A subscription to our digital content is so much more than just access to our valuable content. It means you’re helping to support a local community institution that has, from its very start, supported the betterment of our society. Thank you very much!
(1) comment
Thanks for your column today, Ms. Tsai, relating your and your coworker experiences with Waymo. However, I’d say a non-scientific sample size of 10 rides going a limited distance with no reported issues isn’t scalable to the 30 million California cars driving 300 billion miles outside San Francisco. Or the 300 million drivers driving 3 trillion miles in the U.S. As you’ve indicated, nothing is perfect and with larger samples sizes, more issues will arise, as will the severity and occurrence of incidents. Just recently, Waymos were “bricked” when power was lost. Fortunately, I don’t believe anyone was injured by a human-driven or self-driven car. Let’s see what trends shake out so people will more or less confidence in using self-driving cars.
Welcome to the discussion.
Log In
Keep the discussion civilized. Absolutely NO personal attacks or insults directed toward writers, nor others who make comments.

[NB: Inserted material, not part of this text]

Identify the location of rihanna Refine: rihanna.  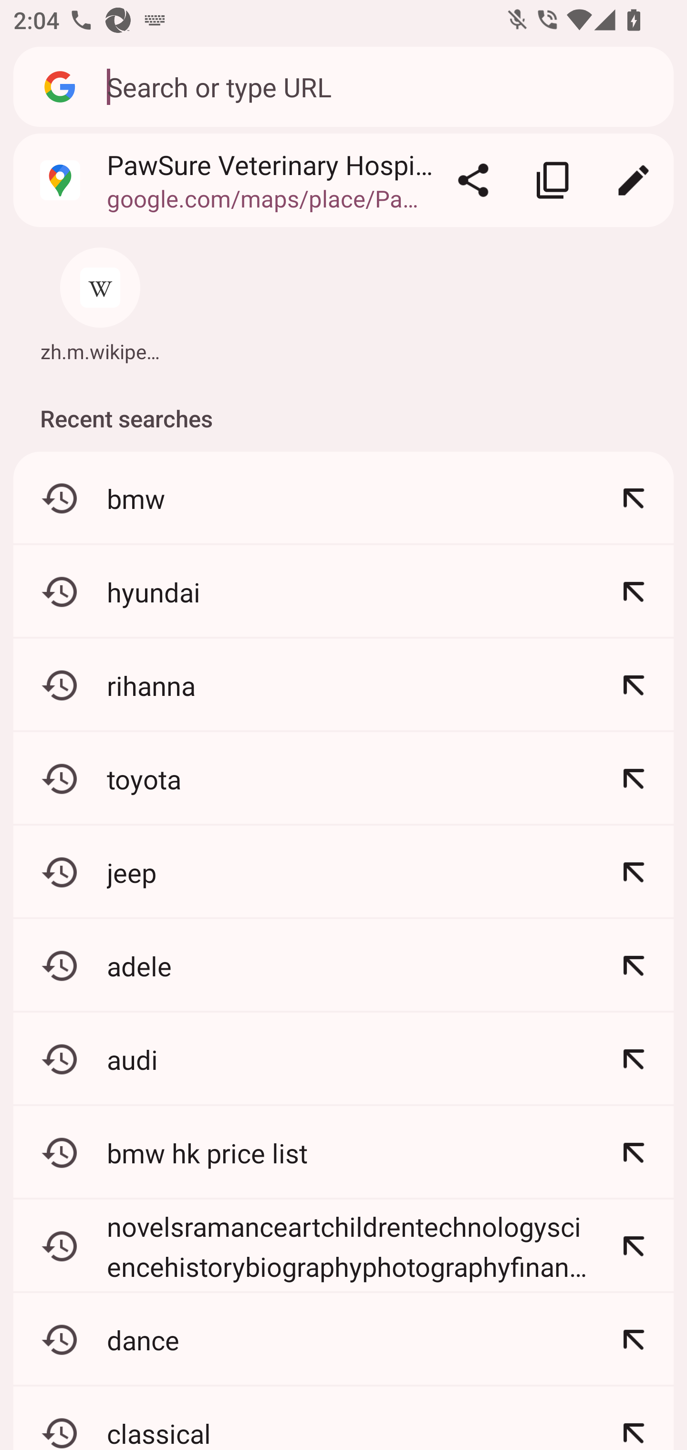
(343, 685).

Keep it clean. Please avoid obscene, vulgar, lewd, racist or sexually-oriented language.
Don't threaten. Threats of harming another person will not be tolerated.
Be truthful. Don't knowingly lie about anyone or anything.
Be proactive. Use the 'Report' link on each comment to let us know of abusive posts.
PLEASE TURN OFF YOUR CAPS LOCK.
Anyone violating these rules will be issued a warning. After the warning, comment privileges can be revoked.